The problem was, he recognised, ‘to find himself’, not to find a subject. He did so with Saleem Sinai and
Midnight’s Children
. Once created, it was Saleem, he felt, who was battering away at his typewriter keys. It was Saleem who mastered the trick of ‘dragging in everything’. The narrator-hero of the novel is conceived as one of the 1,000 children born at the precise chime of the moment of Indian Independence. They are blessed, or cursed, with ‘powers’ (Saleem’s is located in his majestic conk) and are inter-clairvoyant. Science fiction readers will recognise them as a version of the aliens in John Wyndham’s
The Midwich Cuckoos
– there is usually a broad strand of science fiction in Rushdie’s fictional tapestry. Saleem’s lifelong foe, and twin, will be Shiva, named after the Hindu god of destruction. Mythology – Hindu, Greek, Iranian and Roman – is another broad strand. Saleem and Shiva’s interwoven narratives comprise a history of the new, but primevally old, country. There are no English characters, although a strain of colonial blood, we learn, may course through Saleem’s veins thanks to some hanky-panky by the family’s now departed occidental landlord and some mischief in the hospital where he was born.
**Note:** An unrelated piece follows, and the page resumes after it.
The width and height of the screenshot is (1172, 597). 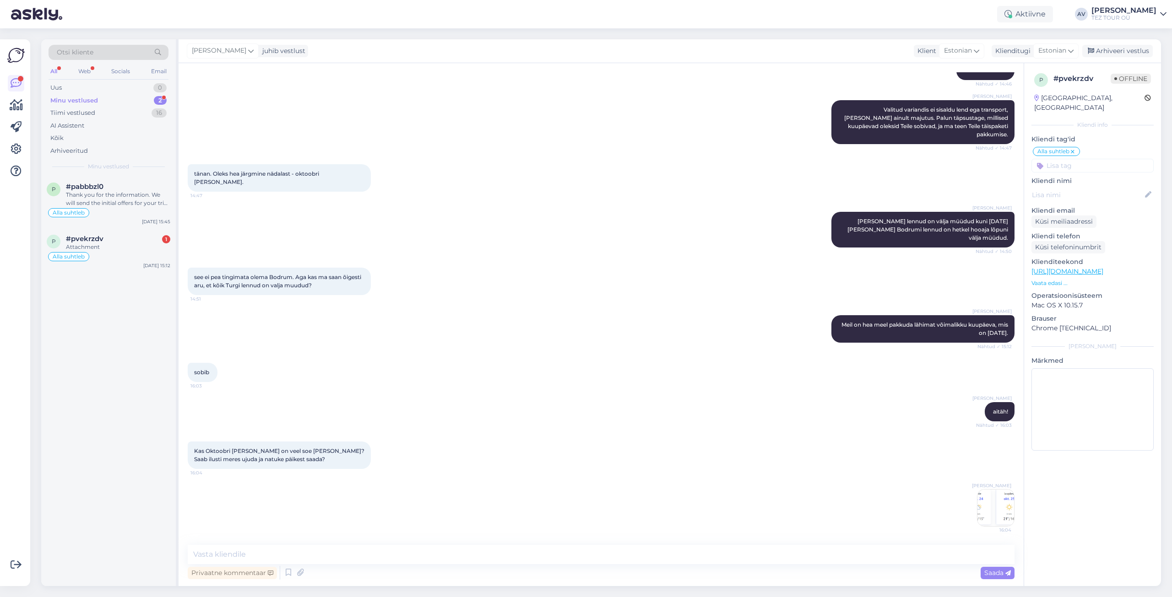 What do you see at coordinates (16, 55) in the screenshot?
I see `img: Askly Logo` at bounding box center [16, 55].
The novel won the 1981 Booker Prize – and then kept on winning (as the Booker of Bookers). It was Salman Rushdie who was now zooming. He followed up with
Shame
(1983), which dumped – as controversially as its predecessor – on Pakistan and its ruling Bhutto dynasty. His novels were gaining him fame and making him dangerous enemies in equal measure. The Gandhi dynasty were mightily displeased by elements in
Midnight’s Children
and reached for their lawyers, but Rushdie had realised that the novel was one of the few free-fire zones left in modern life and rejoiced in the fact. Nothing was to be sacred. Sacrilege is a risky profession. The momentous date in his CV is (he loves the irony) St Valentine’s Day 1989 when he received, from the paramount leader of Iran, Ayatollah Khomeini, a ‘love letter’ in the form of a fatwa. The word was not one familiar in the West although, thanks to Salman Rushdie, it now forever will be. The offence was, of course,
The Satanic
Verses
, published a few months earlier. The novel opens with a powerfully symbolic episode. An Air India jumbo jet explodes. Two Indians fall 30,000 feet on to Hastings – that symbolic beach, where William the Conqueror ate his symbolic mouthful of sand. Gibreel Farishta and Saladin Chamcha are, like William, illegal immigrants. Or angel and devil. Or Hindu and Muslim anti-types.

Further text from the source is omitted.